Almost unnoticed, tucked into the 2021 fiscal NASA funding section of the recently passed omnibus spending bill, is a provision that would seem to liberate the upcoming Europa Clipper mission from the Space Launch System (SLS).
According to Space News, the mandate that the Europa Clipper mission be launched on an SLS remains in place only if the behind-schedule and overpriced heavy lift rocket is available and if concerns about hardware compatibility between the probe and the launcher are resolved. Otherwise, NASA is free to search for commercial alternatives to get the Europa Clipper to Jupiter’s ice-shrouded moon.
Europa Clipper is slated to go into orbit around Jupiter and make multiple flyby maneuvers near Europa, an icy world that many scientists believe has a warm ocean under the ice layer. Life may exist in that ocean, the confirmation of which would be one of the greatest scientific discoveries of this or any other century.

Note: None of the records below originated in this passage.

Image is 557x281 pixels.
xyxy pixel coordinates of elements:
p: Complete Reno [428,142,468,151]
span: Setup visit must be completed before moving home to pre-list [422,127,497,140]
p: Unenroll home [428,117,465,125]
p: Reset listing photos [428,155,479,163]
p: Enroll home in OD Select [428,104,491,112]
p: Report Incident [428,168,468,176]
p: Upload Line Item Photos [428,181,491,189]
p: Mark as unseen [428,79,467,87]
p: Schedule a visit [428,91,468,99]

The Europa Clipper being mandated to fly on an SLS to begin with was the result of an unseemly side of congressional budget politics. The space probe was championed by former Rep. John Culberson (R-Texas), who at the time was the chair of the House appropriations subcommittee that funds NASA. In order to get support for the Europa Clipper, Culberson added the SLS mandate, which garnered support from Sen. Richard Shelby ( R-Ala.), chair of the Senate Appropriations Committee. Shelby’s state contains a number of aerospace contractors involved in developing the SLS.
Ironically, Culberson lost his seat in 2018, in part, because his opponent, Rep. Lizzie Fletcher (D-Texas), accused him of being more concerned with space missions than local issues, such as flooding brought on by Hurricane Harvey. Nevertheless, the Europa Clipper continued without its key champion in Congress.

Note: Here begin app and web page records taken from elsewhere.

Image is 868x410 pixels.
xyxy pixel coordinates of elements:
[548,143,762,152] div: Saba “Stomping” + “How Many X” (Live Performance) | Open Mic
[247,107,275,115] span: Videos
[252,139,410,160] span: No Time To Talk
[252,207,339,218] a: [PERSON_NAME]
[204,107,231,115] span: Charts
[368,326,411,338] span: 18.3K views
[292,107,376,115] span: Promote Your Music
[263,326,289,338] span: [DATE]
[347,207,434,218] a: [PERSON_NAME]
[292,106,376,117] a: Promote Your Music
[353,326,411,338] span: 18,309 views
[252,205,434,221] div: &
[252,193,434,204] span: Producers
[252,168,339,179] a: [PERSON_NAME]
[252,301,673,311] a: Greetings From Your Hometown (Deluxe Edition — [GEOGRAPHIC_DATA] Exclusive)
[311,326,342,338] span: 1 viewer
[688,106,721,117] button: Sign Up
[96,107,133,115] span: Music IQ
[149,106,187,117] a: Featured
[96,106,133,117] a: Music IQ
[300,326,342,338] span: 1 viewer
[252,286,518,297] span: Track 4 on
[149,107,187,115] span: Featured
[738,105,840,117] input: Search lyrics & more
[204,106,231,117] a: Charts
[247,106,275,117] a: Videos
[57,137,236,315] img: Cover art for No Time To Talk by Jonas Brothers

As Ars Technica points out, launching the Europa Clipper on a SpaceX Falcon Heavy saves the mission $1.5 billion. An advantage of using the SLS has been that it allows for a direct path to Jupiter without the time-consuming planetary flyby maneuvers that previous missions to the outer planets have required. The Falcon Heavy alone would not be able to get the Europa Clipper to Jupiter space directly, though it might be able to if equipped with a powerful Centaur kick stage.

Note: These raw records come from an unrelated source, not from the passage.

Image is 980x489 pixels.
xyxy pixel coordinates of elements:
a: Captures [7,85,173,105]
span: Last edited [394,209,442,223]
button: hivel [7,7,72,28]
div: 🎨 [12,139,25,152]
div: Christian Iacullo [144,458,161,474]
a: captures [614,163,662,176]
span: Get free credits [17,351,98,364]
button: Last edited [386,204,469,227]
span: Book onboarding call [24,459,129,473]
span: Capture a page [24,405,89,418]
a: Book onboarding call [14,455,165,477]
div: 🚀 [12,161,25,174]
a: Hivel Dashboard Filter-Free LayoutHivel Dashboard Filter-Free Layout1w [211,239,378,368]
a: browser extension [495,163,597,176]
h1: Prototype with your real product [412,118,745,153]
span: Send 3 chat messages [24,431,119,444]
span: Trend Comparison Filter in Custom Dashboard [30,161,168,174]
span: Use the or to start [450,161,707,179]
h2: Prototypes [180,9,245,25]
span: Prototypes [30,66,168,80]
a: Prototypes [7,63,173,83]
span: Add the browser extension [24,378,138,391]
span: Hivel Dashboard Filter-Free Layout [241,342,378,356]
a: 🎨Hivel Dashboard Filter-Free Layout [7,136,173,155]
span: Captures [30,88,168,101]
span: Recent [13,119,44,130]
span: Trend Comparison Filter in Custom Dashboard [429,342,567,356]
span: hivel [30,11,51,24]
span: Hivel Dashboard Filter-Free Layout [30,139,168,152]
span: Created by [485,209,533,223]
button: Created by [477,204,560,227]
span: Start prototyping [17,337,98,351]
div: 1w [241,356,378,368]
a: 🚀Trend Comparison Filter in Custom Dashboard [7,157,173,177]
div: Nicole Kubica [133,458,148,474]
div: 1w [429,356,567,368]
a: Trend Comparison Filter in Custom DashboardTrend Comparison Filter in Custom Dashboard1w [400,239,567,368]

Both the economics and physics of getting to Europa change if SpaceX’s Starship, currently under development in Boca Chica, Texas, becomes available to launch the Europa Clipper in the mid-2020s. The Starship is meant to fulfill SpaceX’s CEO Elon Musk’s dreams of settling Mars. But the massive reusable rocket would be available for other things, presumably including sending probes to the outer planets.
The massive cost savings by using a commercial launcher for the Europa Clipper creates other possibilities. The Europa Lander could be placed back on. A mission to Saturn’s frozen world Enceladus may also be greenlit.
The SLS is the result of a Faustian bargain struck between NASA and Congress in 2010. Congress was enraged by then-President Obama’s cancellation of the Bush-era Constellation deep space exploration program. According to then-NASA Deputy Administrator Lori Garver, NASA agreed to the SLS in return for Congress supporting the Commercial Crew program that recently came to fruition with the launch of astronauts to the International Space Station (ISS) on a SpaceX Crew Dragon.
The SLS has since been a lead weight on America’s space ambitions. The SLS slated to launch the Artemis 1 uncrewed mission around the moon is currently stuck in a ground-based “green run” series of tests. The SLS is currently using up a great deal of the money allocated to NASA’s Artemis program. The first flight is scheduled for November 2021 at the earliest.
In the meantime, SpaceX has been flying prototypes of the Starship, albeit only in the atmosphere and with occasionally explosive results. NASA is officially disdainful of the idea of replacing the SLS with the Starship. However, a version of the SpaceX massive rocket ship is in the running as a lunar lander for Artemis. It would not be too great a leap to cut out the SLS entirely and go directly with the Starship, if it were not for congressional budget politics.
And that, as Shakespeare would say, is the rub.
Mark Whittington, who writes frequently about space and politics, has published a political study of space exploration entitled Why is It So Hard to Go Back to the Moon? as well as The Moon, Mars and Beyond. He blogs at Curmudgeons Corner. He is published in the Wall Street Journal, Forbes, The Hill, USA Today, the LA Times, and the Washington Post, among other venues.